What the inquiry commission can change
The inquiry commission was launched on November 25, 2025. It followed with hearings on December 9 and 10, extended by that of Delphine Ernotte on December 10. The following week, Sibyle Veil is to be heard, then Adèle Van Reeth, Thomas Legrand, and Patrick Cohen. The rapporteur’s report is expected in spring 2026. Its scope is political before being legal. It can preempt a legislative agenda, feed proposals on the governance of public broadcasting, bring back to the table the idea of a partial or total privatization, encourage a merger or a common holding of public media. It can also recommend a legal definition of opinion channels and an adjustment of pluralism rules.

For the public, the impact is tangible. Who finances what? For which missions? The public service assumes costs that are not profitable in the short term: local information, culture, media education, amateur sports, accessibility for people with disabilities. This editorial ecology has a price that can be contested, but it meets a democratic obligation. Conversely, private opinion broadcasting operates differently. It functions on tighter broadcast economies and aggressive monetization. Moreover, it is driven by instant audience. Between the two, the viewer navigates. The commission will not decide this choice alone, but it organizes the balance of power surrounding it.
Delphine Ernotte, portrait in context
Over the hours, Delphine Ernotte holds the line. Neither martial stance nor false contrition. A pedagogy that takes its time, a refusal to engage in verbal duels. She acknowledges mistakes, defends the independence of the editorial teams, insists on regulation as protection. She cites Bercy for salaries, the Court of Auditors for the diagnosis, Arcom for the 2016 sanction and the recent warning. She finally reminds that a public media is not a state media: it lives under control, but it breathes through its distance from power. This disputed distance constitutes the true axis of the hearing.
Before the commission, this woman, renewed in spring 2025 for a third term by Arcom, advances without apologizing for governing a house that is contested and scrutinized. She knows her calm will be interpreted differently. Some will see it as a dilatory defense, but others will see it as proof of mastery. She knows, above all, that the sequence extends beyond the parliamentary chamber: it plays out on sets, networks, in the country where distrust of the media does not diminish. The opening phrase of the session, "we could spend the evening on this," then resonates as a programmatic declaration: taking the time is a way to regain control. As early as the following week, the commission is to hear Radio France and several editorial figures; the report expected in spring 2026 will set the framework for the years to come.

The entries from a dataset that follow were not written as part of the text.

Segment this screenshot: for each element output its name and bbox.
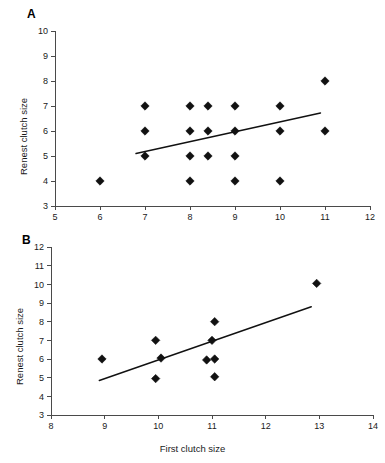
x-tick-label: 8 [187, 212, 192, 222]
axis-spines [51, 247, 373, 415]
data-point [231, 152, 239, 160]
x-tick-label: 11 [207, 421, 216, 431]
data-point [321, 127, 329, 135]
y-tick-label: 3 [43, 201, 48, 211]
panel-b: B Renest clutch size First clutch size 3… [0, 225, 385, 463]
data-point [98, 355, 106, 363]
x-tick-label: 6 [97, 212, 102, 222]
figure-container: A Renest clutch size 3456789105678910111… [0, 0, 385, 463]
x-tick-label: 12 [365, 212, 375, 222]
data-point [204, 152, 212, 160]
data-point [151, 336, 159, 344]
data-point [231, 177, 239, 185]
y-tick-label: 7 [43, 101, 48, 111]
data-point [312, 279, 320, 287]
y-tick-label: 9 [39, 298, 44, 308]
x-tick-label: 5 [52, 212, 57, 222]
y-tick-label: 12 [34, 242, 44, 252]
data-point [157, 354, 165, 362]
y-tick-label: 5 [43, 151, 48, 161]
data-point [276, 102, 284, 110]
data-point [141, 152, 149, 160]
data-point [276, 177, 284, 185]
data-point [186, 177, 194, 185]
data-point [276, 127, 284, 135]
regression-line [99, 307, 311, 381]
data-point [208, 336, 216, 344]
data-point [186, 102, 194, 110]
x-tick-label: 7 [142, 212, 147, 222]
y-tick-label: 3 [39, 410, 44, 420]
x-tick-label: 14 [368, 421, 378, 431]
data-point [231, 127, 239, 135]
data-point [141, 102, 149, 110]
y-tick-label: 11 [35, 261, 44, 271]
y-tick-label: 5 [39, 373, 44, 383]
y-tick-label: 8 [39, 317, 44, 327]
data-point [186, 152, 194, 160]
panel-b-plot: 3456789101112891011121314 [0, 225, 385, 463]
x-tick-label: 10 [275, 212, 285, 222]
data-point [210, 373, 218, 381]
regression-line [136, 113, 321, 154]
data-point [204, 102, 212, 110]
data-point [204, 127, 212, 135]
data-point [321, 77, 329, 85]
y-tick-label: 4 [39, 392, 44, 402]
y-tick-label: 8 [43, 76, 48, 86]
data-point [151, 374, 159, 382]
y-tick-label: 7 [39, 336, 44, 346]
x-tick-label: 9 [102, 421, 107, 431]
data-point [186, 127, 194, 135]
data-point [141, 127, 149, 135]
x-tick-label: 9 [232, 212, 237, 222]
y-tick-label: 6 [39, 354, 44, 364]
y-tick-label: 10 [34, 280, 44, 290]
panel-a-plot: 34567891056789101112 [0, 0, 385, 232]
y-tick-label: 4 [43, 176, 48, 186]
x-tick-label: 11 [320, 212, 329, 222]
x-tick-label: 12 [261, 421, 271, 431]
data-point [210, 317, 218, 325]
x-tick-label: 8 [48, 421, 53, 431]
data-point [210, 355, 218, 363]
y-tick-label: 9 [43, 51, 48, 61]
data-point [96, 177, 104, 185]
data-point [202, 356, 210, 364]
y-tick-label: 10 [38, 26, 48, 36]
x-tick-label: 10 [153, 421, 163, 431]
data-point [231, 102, 239, 110]
y-tick-label: 6 [43, 126, 48, 136]
x-tick-label: 13 [314, 421, 324, 431]
panel-a: A Renest clutch size 3456789105678910111… [0, 0, 385, 232]
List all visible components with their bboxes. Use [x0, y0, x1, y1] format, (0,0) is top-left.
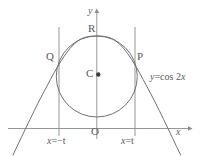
label-x-equals-minus-t: x=−t	[47, 136, 66, 146]
label-x-equals-t: x=t	[121, 136, 134, 146]
label-x-rest-right: =t	[125, 135, 133, 146]
point-label-C: C	[86, 68, 93, 79]
center-point-dot	[96, 72, 100, 76]
label-x-rest-left: =−t	[51, 135, 65, 146]
x-axis	[8, 126, 193, 131]
x-axis-arrow-icon	[188, 126, 193, 131]
point-label-P: P	[137, 51, 143, 62]
geometry-figure: y x O R Q P C x=−t x=t y=cos 2x	[0, 0, 210, 156]
y-axis-arrow-icon	[95, 9, 100, 14]
point-label-Q: Q	[46, 51, 54, 62]
point-label-R: R	[88, 23, 95, 34]
curve-label-x: x	[181, 71, 185, 82]
curve-label-eq: =cos 2	[154, 71, 180, 82]
origin-label: O	[91, 126, 99, 137]
curve-equation-label: y=cos 2x	[150, 72, 185, 82]
x-axis-label: x	[176, 127, 180, 137]
y-axis-label: y	[88, 6, 92, 16]
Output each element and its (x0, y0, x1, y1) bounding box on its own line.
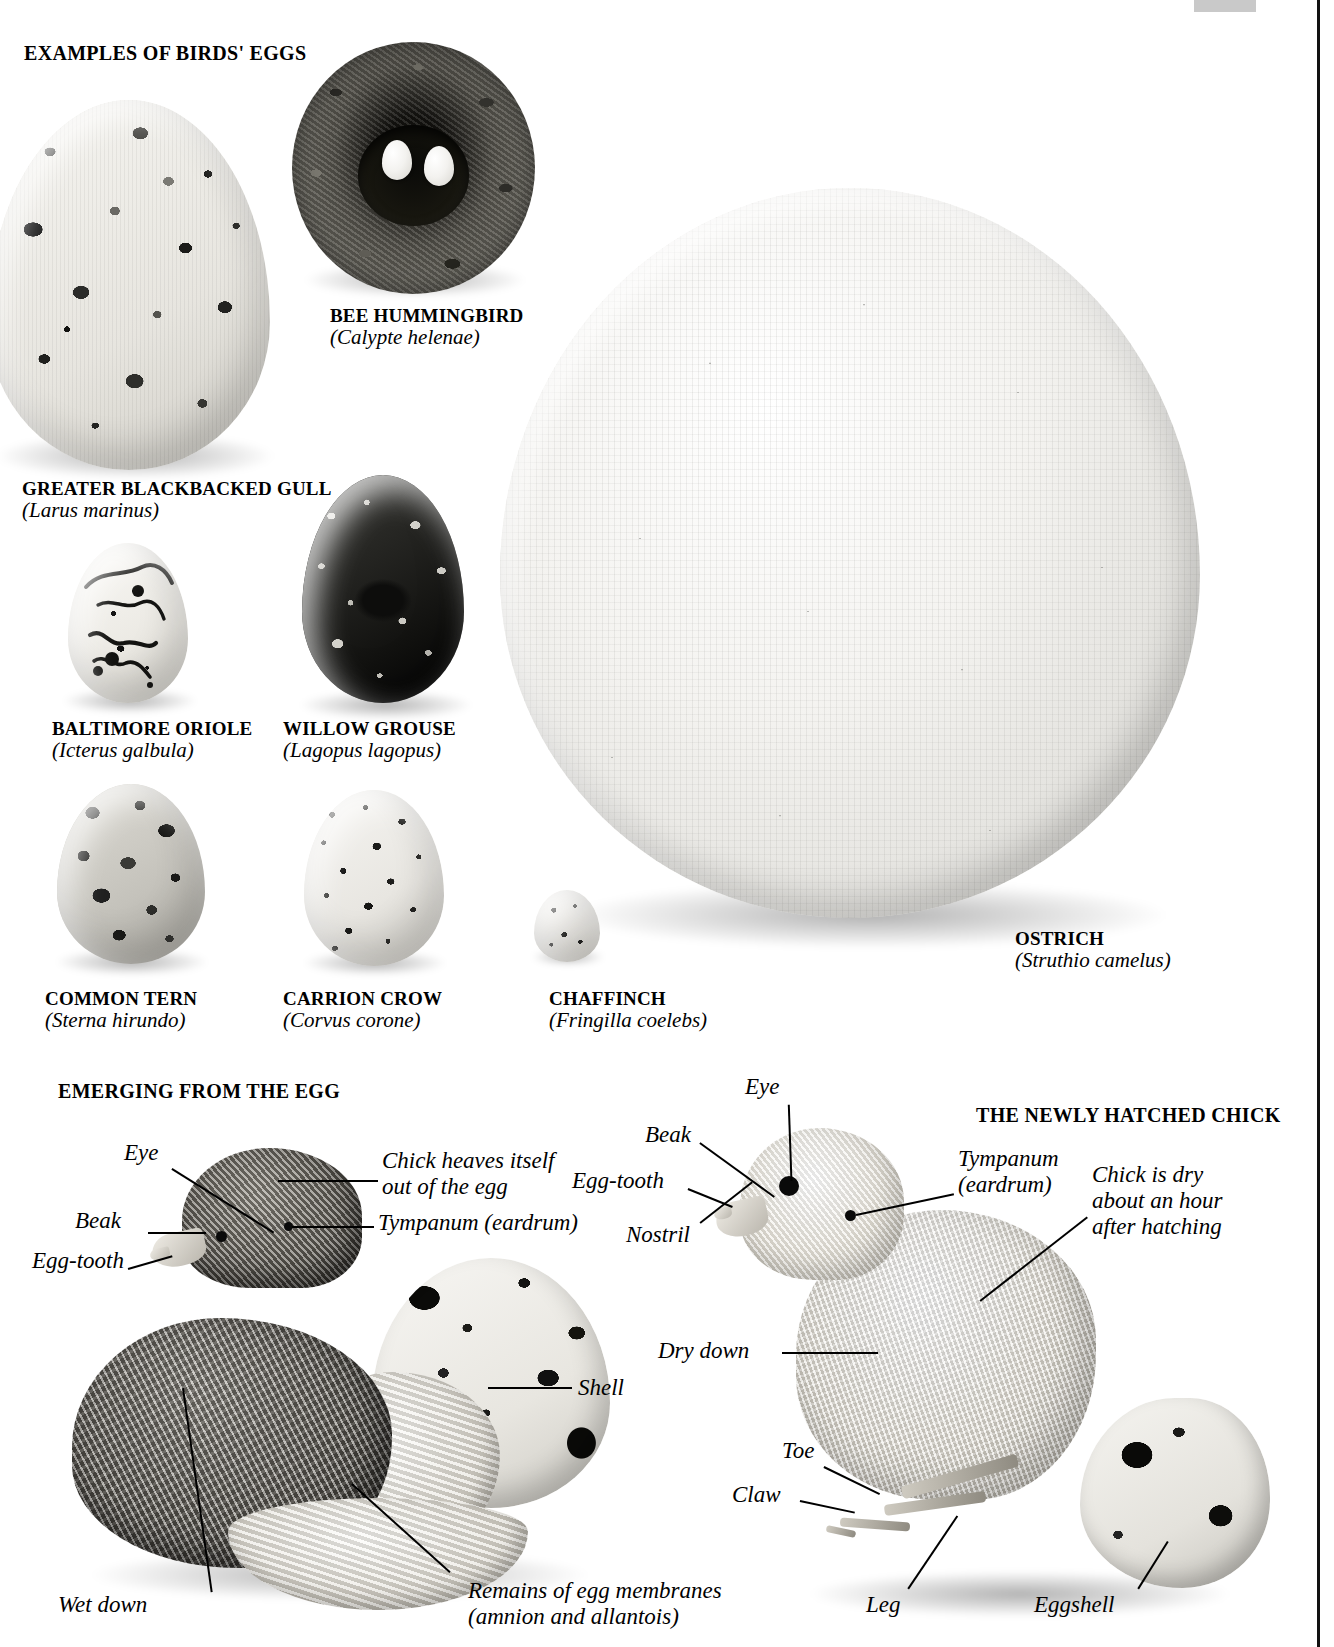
caption-bee-hummingbird: BEE HUMMINGBIRD (Calypte helenae) (330, 305, 524, 350)
top-page-marker (1194, 0, 1256, 12)
page-edge-rule (1317, 0, 1320, 1647)
caption-baltimore-oriole: BALTIMORE ORIOLE (Icterus galbula) (52, 718, 252, 763)
label-hatched-egg-tooth: Egg-tooth (572, 1168, 664, 1194)
section-title-hatched: THE NEWLY HATCHED CHICK (976, 1104, 1281, 1127)
carrion-crow-egg (304, 790, 444, 966)
caption-chaffinch: CHAFFINCH (Fringilla coelebs) (549, 988, 707, 1033)
label-hatched-dry-down: Dry down (658, 1338, 749, 1364)
label-emerging-wet-down: Wet down (58, 1592, 147, 1618)
caption-willow-grouse: WILLOW GROUSE (Lagopus lagopus) (283, 718, 456, 763)
hummingbird-egg-left (382, 140, 412, 180)
label-hatched-eggshell: Eggshell (1034, 1592, 1115, 1618)
label-emerging-membranes: Remains of egg membranes (amnion and all… (468, 1578, 722, 1630)
label-hatched-leg: Leg (866, 1592, 901, 1618)
leader-emerging-shell (488, 1387, 572, 1389)
caption-latin-name: (Fringilla coelebs) (549, 1009, 707, 1033)
label-emerging-heaves: Chick heaves itself out of the egg (382, 1148, 554, 1200)
caption-latin-name: (Icterus galbula) (52, 739, 252, 763)
label-emerging-tympanum: Tympanum (eardrum) (378, 1210, 578, 1236)
caption-common-name: COMMON TERN (45, 988, 197, 1009)
caption-common-name: CARRION CROW (283, 988, 442, 1009)
leader-emerging-heaves (278, 1180, 378, 1182)
leader-hatched-claw (800, 1500, 855, 1513)
emerging-chick-eye (216, 1231, 227, 1242)
label-emerging-beak: Beak (75, 1208, 121, 1234)
oriole-scribble-markings (68, 543, 188, 703)
hummingbird-egg-right (424, 146, 454, 186)
page-title: EXAMPLES OF BIRDS' EGGS (24, 42, 306, 65)
caption-common-name: GREATER BLACKBACKED GULL (22, 478, 332, 499)
label-emerging-eye: Eye (124, 1140, 158, 1166)
leader-hatched-dry-down (782, 1352, 878, 1354)
bee-hummingbird-nest (292, 42, 535, 294)
caption-common-name: BEE HUMMINGBIRD (330, 305, 524, 326)
caption-latin-name: (Larus marinus) (22, 499, 332, 523)
label-hatched-nostril: Nostril (626, 1222, 690, 1248)
caption-greater-blackbacked-gull: GREATER BLACKBACKED GULL (Larus marinus) (22, 478, 332, 523)
caption-carrion-crow: CARRION CROW (Corvus corone) (283, 988, 442, 1033)
label-emerging-egg-tooth: Egg-tooth (32, 1248, 124, 1274)
label-hatched-tympanum: Tympanum (eardrum) (958, 1146, 1059, 1198)
label-hatched-dry-note: Chick is dry about an hour after hatchin… (1092, 1162, 1222, 1241)
caption-latin-name: (Lagopus lagopus) (283, 739, 456, 763)
caption-common-name: WILLOW GROUSE (283, 718, 456, 739)
label-hatched-toe: Toe (782, 1438, 814, 1464)
leader-emerging-tympanum (292, 1226, 374, 1228)
label-emerging-shell: Shell (578, 1375, 624, 1401)
caption-latin-name: (Calypte helenae) (330, 326, 524, 350)
label-hatched-claw: Claw (732, 1482, 781, 1508)
caption-common-name: CHAFFINCH (549, 988, 707, 1009)
baltimore-oriole-egg (68, 543, 188, 703)
caption-common-name: OSTRICH (1015, 928, 1171, 949)
leader-emerging-beak (148, 1232, 206, 1234)
caption-latin-name: (Corvus corone) (283, 1009, 442, 1033)
hatched-chick-eye (779, 1176, 799, 1196)
leader-hatched-egg-tooth (688, 1188, 733, 1207)
caption-common-tern: COMMON TERN (Sterna hirundo) (45, 988, 197, 1033)
label-hatched-beak: Beak (645, 1122, 691, 1148)
hatched-eggshell (1080, 1398, 1270, 1588)
caption-ostrich: OSTRICH (Struthio camelus) (1015, 928, 1171, 973)
emerging-chick-head (182, 1148, 362, 1288)
ostrich-egg (500, 188, 1200, 918)
caption-latin-name: (Struthio camelus) (1015, 949, 1171, 973)
caption-latin-name: (Sterna hirundo) (45, 1009, 197, 1033)
caption-common-name: BALTIMORE ORIOLE (52, 718, 252, 739)
common-tern-egg (57, 784, 205, 964)
page-root: EXAMPLES OF BIRDS' EGGS GREATER BLACKBAC… (0, 0, 1334, 1647)
greater-blackbacked-gull-egg (0, 100, 270, 470)
hatched-chick-tympanum (845, 1210, 856, 1221)
section-title-emerging: EMERGING FROM THE EGG (58, 1080, 340, 1103)
label-hatched-eye: Eye (745, 1074, 779, 1100)
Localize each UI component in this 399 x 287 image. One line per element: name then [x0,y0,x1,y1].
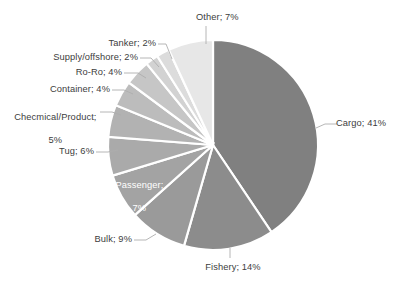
pie-label-container: Container; 4% [28,84,110,96]
pie-label-other: Other; 7% [196,12,239,24]
pie-label-chemical-line2: 5% [49,135,63,145]
pie-label-supply: Supply/offshore; 2% [24,52,138,64]
pie-label-fishery: Fishery; 14% [188,262,278,274]
pie-label-passenger-line1: Passenger; [115,180,163,190]
leader-line-cargo [316,124,337,128]
pie-chart: Cargo; 41% Fishery; 14% Bulk; 9% Tug; 6%… [0,0,399,287]
pie-label-cargo: Cargo; 41% [336,118,386,130]
pie-label-roro: Ro-Ro; 4% [44,67,122,79]
leader-line-bulk [134,234,156,240]
pie-label-tanker: Tanker; 2% [70,38,156,50]
pie-label-passenger-line2: 7% [133,203,147,213]
pie-label-bulk: Bulk; 9% [54,234,132,246]
pie-label-chemical-line1: Checmical/Product; [14,112,96,122]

Inquiry commission: framework and schedule
The inquiry commission, born on November 25, 2025 by drawing rights of the UDR group led by Éric Ciotti, conducts public non-judicial hearings, as Jérémie Patrier-Leitus reminds. The rapporteur, Charles Alloncle, assumes an accusatory approach. The Court of Auditors has delivered a severe finding; France Télévisions invokes its trajectory of savings. The episode of the email allegedly sent to the Court remains unsubstantiated; the Court and the concerned party deny it. The hearings continue until spring 2026, at which time a report is expected.